Lost in the Endless Scroll – Till a Small Practice Renewed My Love for Reading

When I was a youngster, I devoured books until my vision blurred. When my GCSEs came around, I exercised the endurance of a ascetic, revising for hours without pause. But in lately, I’ve watched that ability for intense concentration dissolve into infinite scrolling on my device. My focus now contracts like a slug at the touch of a thumb. Engaging with books for pleasure seems less like sustenance and more like a marathon. And for a person who creates content for a profession, this is a occupational risk as well as something that made me sad. I aimed to restore that cognitive flexibility, to stop the mental decline.

So, about a year ago, I made a modest promise: every time I came across a term I didn’t know – whether in a book, an piece, or an overheard discussion – I would research it and record it. Nothing elaborate, no elegant notebook or fountain pen. Just a running list maintained, ironically, on my phone. Each week, I’d devote a few moments reviewing the collection back in an attempt to imprint the word into my memory.

The list now covers almost 20 pages, and this small ritual has been quietly life-changing. The payoff is less about showing off with obscure adjectives – which, to be honest, can make you appear insufferable – and more about the mental calisthenics of the practice. Each time I search for and note a term, I feel a slight stretch, as though some neglected part of my mind is stirring again. Even if I never deploy “eidolon” in conversation, the very act of noticing, documenting and revising it breaks the drift into inactive, superficial focus.

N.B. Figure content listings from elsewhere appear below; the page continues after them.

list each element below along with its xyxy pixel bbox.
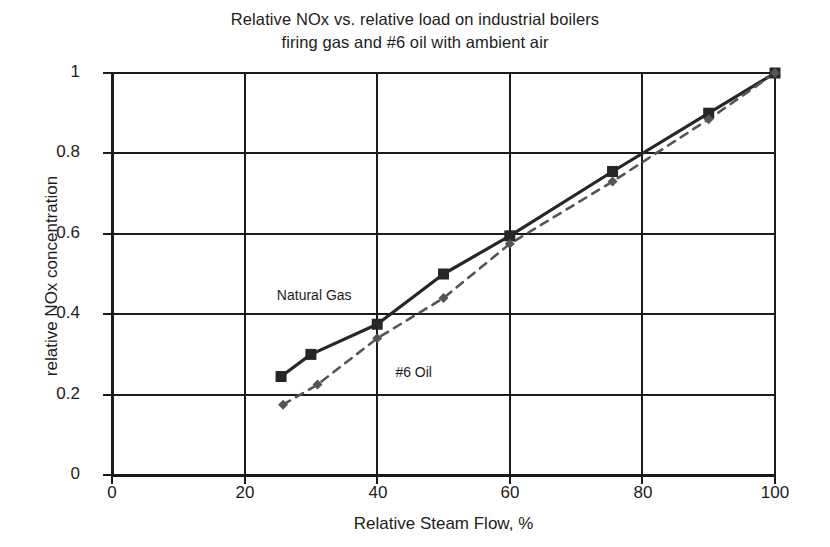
- data-point-square: [305, 349, 316, 360]
- data-point-square: [372, 319, 383, 330]
- data-point-square: [438, 269, 449, 280]
- series-lines: [281, 73, 775, 405]
- plot-area: Natural Gas#6 Oil: [0, 0, 830, 547]
- data-point-square: [607, 166, 618, 177]
- annotation-natural-gas: Natural Gas: [277, 287, 352, 303]
- annotation-number-6-oil: #6 Oil: [395, 364, 432, 380]
- series-line-1: [283, 73, 775, 405]
- data-point-square: [276, 371, 287, 382]
- series-line-0: [281, 73, 775, 377]
- chart-figure: Relative NOx vs. relative load on indust…: [0, 0, 830, 547]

Combating the brain rot … The author at home, compiling a record of terms on her device.

Additionally, there's a diary-keeping element to it – it acts as something of a diary, a record of where I’ve been engaging, what I’ve been pondering and who I’ve been listening to.

Not that it’s an simple habit to maintain. It is frequently very inconvenient. If I’m engaged on the tube, I have to pause mid-paragraph, pull out my phone and enter “millenarianism” into my digital document while trying not to bump the person squeezed against me. It can slow my reading to a maddening crawl. (The e-reader, with its integrated lexicon, is much easier). And then there’s the revising (which I frequently neglect to do), conscientiously scrolling through my expanding vocabulary collection like I’m preparing for a word test.

Realistically, I incorporate maybe 5% of these words into my everyday conversation. “Incorrigible” made the cut. “Lugubrious” as well. But most of them stay like museum pieces – appreciated and listed but seldom handled.

Nevertheless, it’s made my thinking much sharper. I notice I'm reaching less often for the same overused selection of adjectives, and more frequently for something exact and muscular. Few things are more satisfying than unearthing the exact term you were searching for – like locating the missing component that locks the image into place.

At a time when our gadgets drain our attention with relentless effectiveness, it feels subversive to use mine as a tool for deliberate thinking. And it has given me back something I feared I’d lost – the joy of engaging a mind that, after years of slack browsing, is finally waking up again.

Tracey Franklin
Tracey Franklin

A software engineer with a passion for AI and open-source projects, sharing practical tips and industry insights.